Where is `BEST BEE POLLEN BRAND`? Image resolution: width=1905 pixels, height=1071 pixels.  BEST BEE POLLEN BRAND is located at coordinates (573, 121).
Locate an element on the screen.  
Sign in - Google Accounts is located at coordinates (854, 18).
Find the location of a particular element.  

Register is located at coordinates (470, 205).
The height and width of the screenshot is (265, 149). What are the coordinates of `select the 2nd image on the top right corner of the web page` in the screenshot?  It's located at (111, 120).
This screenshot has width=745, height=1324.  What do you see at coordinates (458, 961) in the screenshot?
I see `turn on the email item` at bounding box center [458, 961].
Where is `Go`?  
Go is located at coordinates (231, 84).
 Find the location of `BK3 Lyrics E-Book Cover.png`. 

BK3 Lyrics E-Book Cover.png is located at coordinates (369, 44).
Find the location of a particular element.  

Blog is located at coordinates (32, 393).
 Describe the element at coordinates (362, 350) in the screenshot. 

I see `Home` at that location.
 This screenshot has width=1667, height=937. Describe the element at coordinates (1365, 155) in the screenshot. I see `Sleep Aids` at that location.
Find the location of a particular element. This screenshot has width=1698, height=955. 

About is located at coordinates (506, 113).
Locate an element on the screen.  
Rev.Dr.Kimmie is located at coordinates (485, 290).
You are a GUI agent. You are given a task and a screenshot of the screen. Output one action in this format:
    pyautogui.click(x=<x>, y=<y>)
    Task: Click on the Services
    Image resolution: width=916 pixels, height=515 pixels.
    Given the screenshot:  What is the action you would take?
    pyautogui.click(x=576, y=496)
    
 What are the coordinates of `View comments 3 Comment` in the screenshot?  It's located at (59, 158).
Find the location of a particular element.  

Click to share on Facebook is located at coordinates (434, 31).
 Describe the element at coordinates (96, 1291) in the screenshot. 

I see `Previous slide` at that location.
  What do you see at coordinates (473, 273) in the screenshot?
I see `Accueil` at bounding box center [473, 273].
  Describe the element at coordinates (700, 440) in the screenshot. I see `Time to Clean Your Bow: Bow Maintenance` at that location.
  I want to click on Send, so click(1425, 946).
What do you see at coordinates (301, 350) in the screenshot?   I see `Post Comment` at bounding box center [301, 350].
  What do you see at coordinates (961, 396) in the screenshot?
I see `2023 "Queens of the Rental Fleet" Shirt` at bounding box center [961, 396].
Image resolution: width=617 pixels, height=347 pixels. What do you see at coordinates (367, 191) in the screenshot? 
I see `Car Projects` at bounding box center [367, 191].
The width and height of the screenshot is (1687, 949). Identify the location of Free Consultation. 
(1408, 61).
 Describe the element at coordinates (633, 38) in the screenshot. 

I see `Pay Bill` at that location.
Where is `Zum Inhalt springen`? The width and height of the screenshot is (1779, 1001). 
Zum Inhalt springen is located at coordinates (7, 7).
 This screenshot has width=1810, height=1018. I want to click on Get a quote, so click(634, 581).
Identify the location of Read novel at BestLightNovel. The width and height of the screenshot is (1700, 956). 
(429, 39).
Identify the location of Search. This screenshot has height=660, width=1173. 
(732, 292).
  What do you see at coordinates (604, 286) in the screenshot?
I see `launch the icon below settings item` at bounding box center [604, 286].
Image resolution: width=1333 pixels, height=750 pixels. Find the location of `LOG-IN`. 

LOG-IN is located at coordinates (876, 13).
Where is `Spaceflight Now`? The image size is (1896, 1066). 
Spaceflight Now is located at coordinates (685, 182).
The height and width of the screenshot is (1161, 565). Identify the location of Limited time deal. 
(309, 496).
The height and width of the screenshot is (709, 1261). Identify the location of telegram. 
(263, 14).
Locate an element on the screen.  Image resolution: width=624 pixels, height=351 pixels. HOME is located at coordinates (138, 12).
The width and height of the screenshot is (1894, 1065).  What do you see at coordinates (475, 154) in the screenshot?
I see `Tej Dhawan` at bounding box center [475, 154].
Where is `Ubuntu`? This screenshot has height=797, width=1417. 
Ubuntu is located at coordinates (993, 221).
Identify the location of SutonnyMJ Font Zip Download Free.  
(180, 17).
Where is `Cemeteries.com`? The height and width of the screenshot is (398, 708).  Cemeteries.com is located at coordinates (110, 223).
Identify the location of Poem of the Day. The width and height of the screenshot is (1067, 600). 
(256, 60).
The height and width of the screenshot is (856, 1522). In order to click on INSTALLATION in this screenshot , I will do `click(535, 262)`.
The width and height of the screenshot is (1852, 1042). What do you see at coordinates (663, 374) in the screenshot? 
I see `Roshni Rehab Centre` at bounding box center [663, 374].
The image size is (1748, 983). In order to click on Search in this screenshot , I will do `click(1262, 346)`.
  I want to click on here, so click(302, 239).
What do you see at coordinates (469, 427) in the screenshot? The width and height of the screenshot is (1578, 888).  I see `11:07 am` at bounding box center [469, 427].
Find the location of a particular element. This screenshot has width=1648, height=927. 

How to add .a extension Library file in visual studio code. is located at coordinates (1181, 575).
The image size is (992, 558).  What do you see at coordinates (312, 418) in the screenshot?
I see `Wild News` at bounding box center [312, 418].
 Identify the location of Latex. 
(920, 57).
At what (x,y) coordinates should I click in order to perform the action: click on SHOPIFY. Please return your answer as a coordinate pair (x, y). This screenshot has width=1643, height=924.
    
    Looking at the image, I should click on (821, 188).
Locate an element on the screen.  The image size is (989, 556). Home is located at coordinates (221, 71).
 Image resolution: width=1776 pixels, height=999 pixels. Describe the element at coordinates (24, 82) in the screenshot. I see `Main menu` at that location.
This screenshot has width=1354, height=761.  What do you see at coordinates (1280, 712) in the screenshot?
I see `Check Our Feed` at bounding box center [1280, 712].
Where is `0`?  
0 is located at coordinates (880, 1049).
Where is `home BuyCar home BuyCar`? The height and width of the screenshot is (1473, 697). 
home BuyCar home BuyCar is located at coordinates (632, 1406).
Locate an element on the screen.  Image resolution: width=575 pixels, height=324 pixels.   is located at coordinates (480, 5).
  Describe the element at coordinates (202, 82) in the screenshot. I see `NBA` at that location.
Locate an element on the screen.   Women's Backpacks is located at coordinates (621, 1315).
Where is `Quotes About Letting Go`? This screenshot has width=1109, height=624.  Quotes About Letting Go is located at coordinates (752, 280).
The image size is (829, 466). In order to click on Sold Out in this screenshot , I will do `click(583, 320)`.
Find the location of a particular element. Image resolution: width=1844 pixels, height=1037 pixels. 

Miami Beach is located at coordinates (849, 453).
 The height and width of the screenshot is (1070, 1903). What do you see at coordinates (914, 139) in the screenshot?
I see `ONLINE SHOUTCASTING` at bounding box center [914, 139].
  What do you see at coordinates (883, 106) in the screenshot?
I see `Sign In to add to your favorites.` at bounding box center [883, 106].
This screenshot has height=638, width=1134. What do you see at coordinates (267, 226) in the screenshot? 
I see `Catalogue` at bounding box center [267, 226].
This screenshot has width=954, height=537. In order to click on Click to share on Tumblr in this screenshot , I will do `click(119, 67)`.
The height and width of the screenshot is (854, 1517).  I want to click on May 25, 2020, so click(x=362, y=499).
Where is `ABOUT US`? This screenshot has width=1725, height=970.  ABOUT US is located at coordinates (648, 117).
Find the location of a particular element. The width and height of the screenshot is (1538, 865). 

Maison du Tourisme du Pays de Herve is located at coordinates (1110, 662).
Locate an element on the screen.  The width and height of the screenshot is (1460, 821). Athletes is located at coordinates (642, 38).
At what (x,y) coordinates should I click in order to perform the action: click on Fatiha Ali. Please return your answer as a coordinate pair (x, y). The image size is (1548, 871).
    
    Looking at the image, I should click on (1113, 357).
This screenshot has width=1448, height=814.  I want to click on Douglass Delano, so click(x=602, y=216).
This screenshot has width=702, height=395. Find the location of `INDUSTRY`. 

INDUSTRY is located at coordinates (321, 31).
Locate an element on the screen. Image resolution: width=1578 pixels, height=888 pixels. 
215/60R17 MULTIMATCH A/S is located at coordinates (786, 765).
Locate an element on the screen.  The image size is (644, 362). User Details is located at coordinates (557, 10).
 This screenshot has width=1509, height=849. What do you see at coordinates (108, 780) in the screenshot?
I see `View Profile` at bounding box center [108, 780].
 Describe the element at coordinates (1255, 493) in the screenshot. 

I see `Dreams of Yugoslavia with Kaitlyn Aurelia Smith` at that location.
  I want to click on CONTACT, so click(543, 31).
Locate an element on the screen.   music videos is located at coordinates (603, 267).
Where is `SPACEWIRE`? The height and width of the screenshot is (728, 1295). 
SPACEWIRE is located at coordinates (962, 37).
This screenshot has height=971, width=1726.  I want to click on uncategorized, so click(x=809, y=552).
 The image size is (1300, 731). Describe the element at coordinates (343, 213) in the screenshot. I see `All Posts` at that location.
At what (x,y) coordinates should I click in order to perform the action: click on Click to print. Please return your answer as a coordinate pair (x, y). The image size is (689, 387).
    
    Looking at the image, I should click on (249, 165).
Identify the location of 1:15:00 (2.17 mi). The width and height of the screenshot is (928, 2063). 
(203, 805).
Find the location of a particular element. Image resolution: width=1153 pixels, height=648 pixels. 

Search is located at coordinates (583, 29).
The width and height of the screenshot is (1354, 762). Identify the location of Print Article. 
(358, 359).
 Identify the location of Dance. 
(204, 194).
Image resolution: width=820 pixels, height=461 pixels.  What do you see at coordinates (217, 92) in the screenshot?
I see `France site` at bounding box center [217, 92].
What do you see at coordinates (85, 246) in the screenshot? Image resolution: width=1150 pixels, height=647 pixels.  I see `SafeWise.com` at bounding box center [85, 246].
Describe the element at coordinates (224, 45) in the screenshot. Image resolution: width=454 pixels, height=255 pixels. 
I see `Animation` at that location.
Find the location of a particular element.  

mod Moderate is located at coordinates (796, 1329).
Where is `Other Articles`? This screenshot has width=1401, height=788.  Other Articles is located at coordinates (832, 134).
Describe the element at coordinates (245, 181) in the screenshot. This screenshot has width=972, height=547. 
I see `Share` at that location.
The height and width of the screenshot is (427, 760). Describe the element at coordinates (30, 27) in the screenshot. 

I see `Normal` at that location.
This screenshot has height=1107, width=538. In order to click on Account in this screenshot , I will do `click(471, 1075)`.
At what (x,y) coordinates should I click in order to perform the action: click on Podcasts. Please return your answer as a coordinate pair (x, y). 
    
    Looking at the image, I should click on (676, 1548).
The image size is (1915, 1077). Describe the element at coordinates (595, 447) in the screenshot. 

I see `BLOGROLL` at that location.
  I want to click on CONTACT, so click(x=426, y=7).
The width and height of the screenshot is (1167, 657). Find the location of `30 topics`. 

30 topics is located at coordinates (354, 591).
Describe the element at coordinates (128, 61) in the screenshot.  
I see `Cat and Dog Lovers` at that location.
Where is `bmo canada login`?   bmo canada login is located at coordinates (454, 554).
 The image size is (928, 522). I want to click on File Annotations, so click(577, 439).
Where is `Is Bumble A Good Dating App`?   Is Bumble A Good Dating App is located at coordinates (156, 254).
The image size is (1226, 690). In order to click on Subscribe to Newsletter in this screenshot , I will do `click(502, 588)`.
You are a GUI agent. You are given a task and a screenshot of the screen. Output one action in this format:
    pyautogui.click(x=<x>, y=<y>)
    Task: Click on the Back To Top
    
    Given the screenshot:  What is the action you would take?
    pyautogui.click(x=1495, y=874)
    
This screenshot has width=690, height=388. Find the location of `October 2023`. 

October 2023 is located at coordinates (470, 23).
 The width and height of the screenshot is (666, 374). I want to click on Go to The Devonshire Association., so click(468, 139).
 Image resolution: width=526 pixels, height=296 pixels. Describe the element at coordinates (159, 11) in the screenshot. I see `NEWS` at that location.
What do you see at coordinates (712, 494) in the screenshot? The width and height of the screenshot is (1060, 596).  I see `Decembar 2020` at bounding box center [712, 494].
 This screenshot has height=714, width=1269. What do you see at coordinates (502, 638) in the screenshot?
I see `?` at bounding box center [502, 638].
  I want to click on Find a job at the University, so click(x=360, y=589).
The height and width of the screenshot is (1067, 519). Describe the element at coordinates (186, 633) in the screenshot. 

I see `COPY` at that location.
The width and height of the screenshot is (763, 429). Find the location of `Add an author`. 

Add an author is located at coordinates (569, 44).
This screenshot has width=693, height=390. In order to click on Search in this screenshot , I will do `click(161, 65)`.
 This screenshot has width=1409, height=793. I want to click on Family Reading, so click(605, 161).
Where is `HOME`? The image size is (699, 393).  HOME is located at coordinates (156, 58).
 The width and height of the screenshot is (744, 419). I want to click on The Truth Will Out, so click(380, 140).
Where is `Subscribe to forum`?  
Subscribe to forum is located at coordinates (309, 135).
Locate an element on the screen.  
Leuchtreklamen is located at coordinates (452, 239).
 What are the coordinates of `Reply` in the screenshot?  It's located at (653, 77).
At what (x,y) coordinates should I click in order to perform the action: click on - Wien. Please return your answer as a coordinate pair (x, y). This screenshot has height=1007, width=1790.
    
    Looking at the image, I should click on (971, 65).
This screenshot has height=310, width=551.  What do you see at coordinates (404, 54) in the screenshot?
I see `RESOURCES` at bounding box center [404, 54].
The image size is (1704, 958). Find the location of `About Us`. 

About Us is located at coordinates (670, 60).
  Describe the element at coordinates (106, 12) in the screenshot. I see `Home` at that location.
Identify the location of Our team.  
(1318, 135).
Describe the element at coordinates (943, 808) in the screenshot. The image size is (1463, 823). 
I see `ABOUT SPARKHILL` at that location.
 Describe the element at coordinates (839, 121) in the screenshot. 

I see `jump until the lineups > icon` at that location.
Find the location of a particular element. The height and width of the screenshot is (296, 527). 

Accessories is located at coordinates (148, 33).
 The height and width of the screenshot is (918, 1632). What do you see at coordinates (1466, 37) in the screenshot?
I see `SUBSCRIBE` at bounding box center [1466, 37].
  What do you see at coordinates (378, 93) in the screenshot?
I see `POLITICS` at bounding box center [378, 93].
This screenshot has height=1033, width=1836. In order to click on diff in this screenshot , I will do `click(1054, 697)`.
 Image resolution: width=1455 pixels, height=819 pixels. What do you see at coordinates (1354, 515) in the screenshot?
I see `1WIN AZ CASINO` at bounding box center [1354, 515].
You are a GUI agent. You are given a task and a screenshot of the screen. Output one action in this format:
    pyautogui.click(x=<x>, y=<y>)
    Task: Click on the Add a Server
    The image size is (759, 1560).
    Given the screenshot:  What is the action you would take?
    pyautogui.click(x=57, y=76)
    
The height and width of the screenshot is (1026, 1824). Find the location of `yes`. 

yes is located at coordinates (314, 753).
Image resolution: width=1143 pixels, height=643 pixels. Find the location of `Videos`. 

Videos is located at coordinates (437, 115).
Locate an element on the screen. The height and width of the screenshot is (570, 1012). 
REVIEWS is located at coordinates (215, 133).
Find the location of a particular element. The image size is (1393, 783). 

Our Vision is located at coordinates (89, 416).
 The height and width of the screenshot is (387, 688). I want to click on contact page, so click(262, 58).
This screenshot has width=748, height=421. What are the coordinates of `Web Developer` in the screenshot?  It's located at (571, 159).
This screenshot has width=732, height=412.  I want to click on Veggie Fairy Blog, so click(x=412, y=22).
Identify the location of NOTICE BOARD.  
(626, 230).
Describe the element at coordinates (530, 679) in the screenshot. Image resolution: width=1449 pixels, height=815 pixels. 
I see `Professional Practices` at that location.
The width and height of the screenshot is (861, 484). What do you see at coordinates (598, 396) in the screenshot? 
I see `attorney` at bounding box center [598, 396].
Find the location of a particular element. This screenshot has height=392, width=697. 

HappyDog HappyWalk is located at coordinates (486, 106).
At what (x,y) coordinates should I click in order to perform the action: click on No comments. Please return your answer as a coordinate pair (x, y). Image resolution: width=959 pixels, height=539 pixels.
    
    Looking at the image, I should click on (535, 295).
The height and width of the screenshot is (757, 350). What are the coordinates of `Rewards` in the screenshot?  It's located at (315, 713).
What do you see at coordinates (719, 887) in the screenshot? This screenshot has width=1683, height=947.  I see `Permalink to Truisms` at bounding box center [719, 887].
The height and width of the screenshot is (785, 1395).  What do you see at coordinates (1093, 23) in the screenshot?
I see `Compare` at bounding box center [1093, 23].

----------

* EXERCISE *
Retype exactly, please, each line from the line that contains "This screenshot has width=732, height=412." through the last line of the entries above, with nothing added.

* TASK OUTPUT *
This screenshot has width=732, height=412.  I want to click on Veggie Fairy Blog, so click(x=412, y=22).
Identify the location of NOTICE BOARD.  
(626, 230).
Describe the element at coordinates (530, 679) in the screenshot. Image resolution: width=1449 pixels, height=815 pixels. 
I see `Professional Practices` at that location.
The width and height of the screenshot is (861, 484). What do you see at coordinates (598, 396) in the screenshot? 
I see `attorney` at bounding box center [598, 396].
Find the location of a particular element. This screenshot has height=392, width=697. 

HappyDog HappyWalk is located at coordinates (486, 106).
At what (x,y) coordinates should I click in order to perform the action: click on No comments. Please return your answer as a coordinate pair (x, y). Image resolution: width=959 pixels, height=539 pixels.
    
    Looking at the image, I should click on (535, 295).
The height and width of the screenshot is (757, 350). What are the coordinates of `Rewards` in the screenshot?  It's located at (315, 713).
What do you see at coordinates (719, 887) in the screenshot? This screenshot has width=1683, height=947.  I see `Permalink to Truisms` at bounding box center [719, 887].
The height and width of the screenshot is (785, 1395).  What do you see at coordinates (1093, 23) in the screenshot?
I see `Compare` at bounding box center [1093, 23].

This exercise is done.